In the United States, where pension funds now own up to 50 percent or more of our large businesses, the employees are the real owners, and their pension funds the main source of capital for productive investment. Conversely, the stake in the retirement fund is increasingly the largest single asset of the American family, once the head of the household is forty-five years or older.

“Power follows property” is one of the oldest and most thoroughly tested laws of politics. Employees—or “trustees” supposed to act for them and accountable to them—will predictably be brought into the supervision and the management of pension funds. The only possible alternative is control of the funds by government and its appointees.

The result will be what any union fears the most and fights the hardest: an organ of the employees that expresses the identity of interest between enterprise and workers, is independent of the union and bypasses it, and, inevitably, will oppose the union as an outsider. This is, in effect, what has happened in Japan. There lifetime employment, by restricting labor mobility and thereby reducing the threat of strikes, has made the union impotent in the private sector and little more than an organ of management. The alternative is for the union to claim that it represents the employees both against management and in management—whether through “co-determination” as in Germany; through control and management of the pension funds, which is what the unions in Sweden now demand; or through board membership as, for example, at Chrysler in the United States.

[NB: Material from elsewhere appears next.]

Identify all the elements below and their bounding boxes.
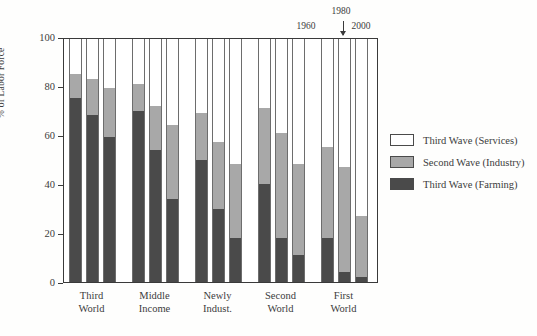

But “responsibility follows power” is also a law of politics. If it is disregarded—as it was, for instance, by the union members on the board of Volkswagen in Germany who in the late 1960s delayed the company’s plan to build a plant in the United States because it would have meant “exporting German workers’ jobs”—the result is serious damage. In VW’s case, the company’s share in the American auto market fell from 8 percent in 1969 to less than 1 percent now—seriously threatening the viability and survival of the whole enterprise and the jobs of its German employees.

But if the union representatives in management and ownership act responsibly, that is, in the interest of the enterprise, they soon will be tagged as “company stooges” and accused of having “sold out to management.” This happened in the 1970s to the labor representatives on the boards of the German steel and coal companies and, a few years later, to the leaders of the United Automobile Workers in America when they accepted wage concessions to save companies in severe crisis. Indeed its Canadian members revolted and split off from the automobile workers’ union.

There is a precedent in political history for the resolution of this conflict: the constitutional design that integrated the populus, the working people of Rome, into the power structure by enabling their representatives to veto actions by the patrician Senate. But it is not a problem that can be solved by good intentions or by rhetoric. It requires a redefinition of the role and function of the “countervailing power,” the union, and its reestablishment as the embodiment of the ultimate identity of interest between employer and employee.

Management, no matter who “owns” and no matter whether the institution is a business, a government agency, or a hospital, has to have considerable power and authority—power and authority grounded in the needs of the enterprise and based on competence. And power, as the drafters of the American Constitution knew, needs to be limited by countervailing power. Modern society, a society of organizations each requiring strong management, needs an organ such as the labor union—events in Poland in the last few years have amply proved this. The alternative is an uncontrolled and uncontrollable government bureaucracy. But to become again a dynamic, effective, legitimate organ, the labor union will have to transform itself drastically. Otherwise my union friends will be proved right: The union will become irrelevant.